Next week, France is forced yet again to reduce output and in some cases completely shut down nuclear reactors as the high temperatures heats up the cooling water they take from rivers beyond acceptable limits. This is the new normal now and will only get worse over the following years as we collectively ignore #ClimateChange
@jwildeboer solar panels also reduce in efficiency as temperature rises; the "temperature coefficient" is one of the many considerations in which panel to buy. panels with too-high temperature coefficients will need to be replaced with newer more efficient panels over time to cope with warming temperatures, much like nuclear power plants and indeed all energy infrastructure requires.
Solar panel - Wikipedia

@hipsterelectron @jwildeboer The big difference is that solar is presented as an unpredictable and erratic source, while nuclear is presented as stable.

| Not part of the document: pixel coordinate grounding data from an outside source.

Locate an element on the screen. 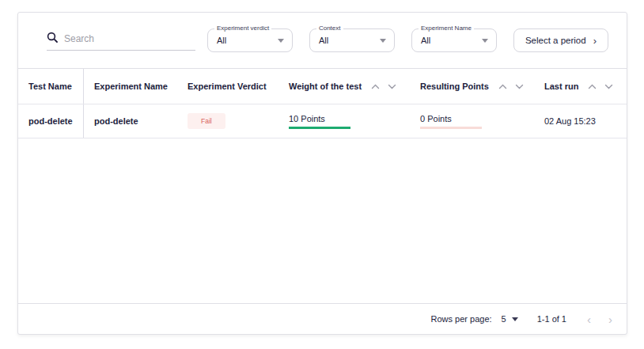  column-header-experiment-verdict: Experiment Verdict is located at coordinates (228, 86).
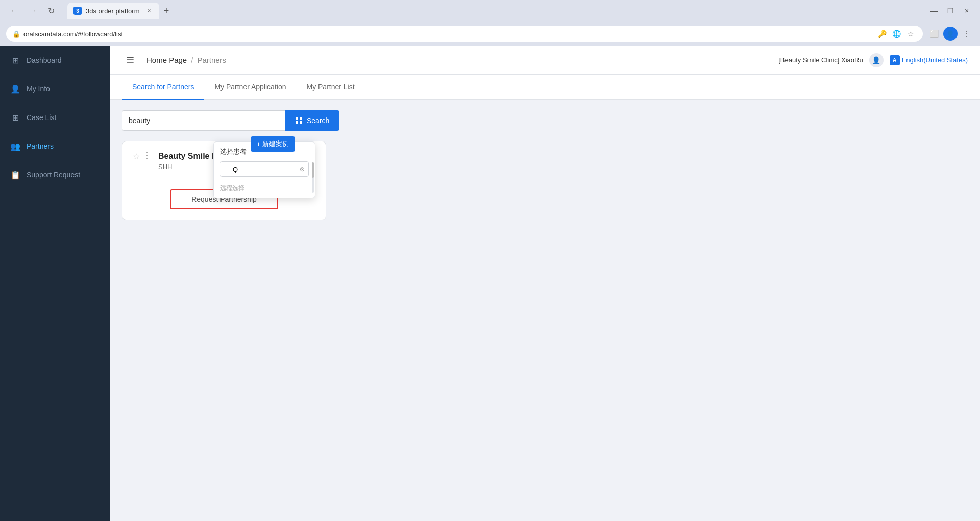 Image resolution: width=980 pixels, height=521 pixels. What do you see at coordinates (318, 121) in the screenshot?
I see `search-button-label: Search` at bounding box center [318, 121].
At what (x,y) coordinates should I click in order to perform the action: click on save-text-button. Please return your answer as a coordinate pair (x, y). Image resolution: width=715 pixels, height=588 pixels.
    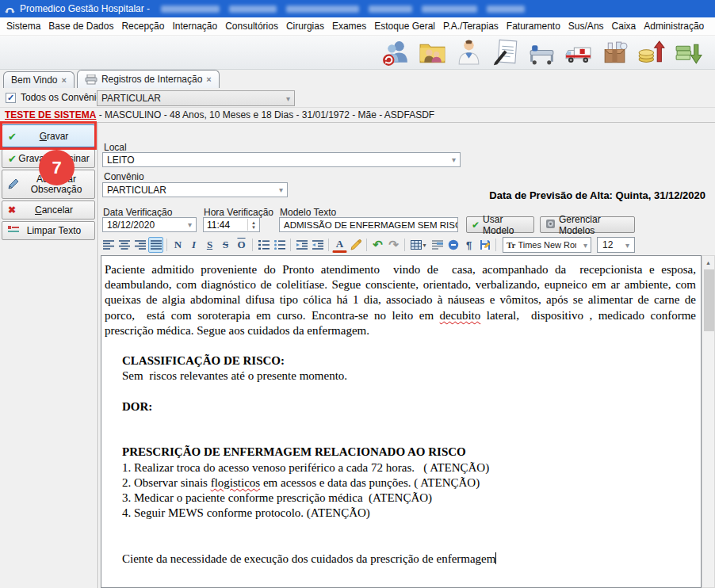
    Looking at the image, I should click on (485, 245).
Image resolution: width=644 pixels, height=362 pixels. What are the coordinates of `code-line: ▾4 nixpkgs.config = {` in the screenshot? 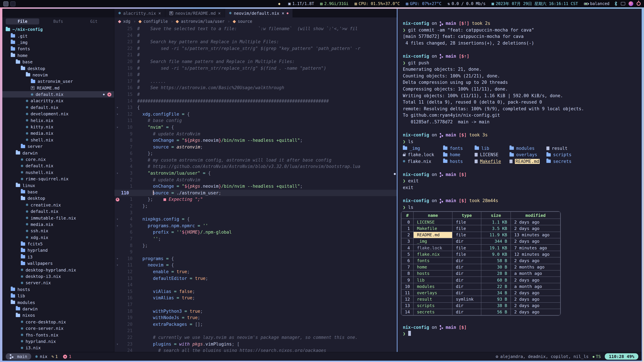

In reality nuclear is a much more fickle source that needs gigantic backup power resources to prevent grid collapse when a reactor needs to shut down quickly. Not because of the power source in it self, but because each reactor is such a large part of a grid’s production. Nuclear reactors are so big they have names.

@ahltorp @hipsterelectron @jwildeboer it's extremely rare for reactors to go offline unscheduled.

@fcalva @hipsterelectron @jwildeboer In Sweden it’s in the news quite frequently. The national grid authority has to have reserves according to N+1.

Examples: https://www.bloomberg.com/news/articles/2023-11-29/swedish-reactor-goes-offline-amid-already-soaring-power-prices

Nordic Power Prices Rise to Highest Since March on Nuclear Outages

Two unplanned outages at key reactors in Sweden and Finland sent Nordic power prices to their highest levels since March, just as a cold snap engulfs the region.

Bloomberg
@ahltorp @hipsterelectron @jwildeboer Those plants are very old ones that were already extended past their designed lifespan - since private utilities are reluctant to invest in new ones.
@fcalva @hipsterelectron @jwildeboer Moving goal posts, nice.
@ahltorp @hipsterelectron @jwildeboer Frequent outages at these specific plants isn't a (direct) problem of nuclear ? Newer and better maintained plants don't have those problems. Not mentioning it's likely advantageous for that private utility's margins to keep prices high.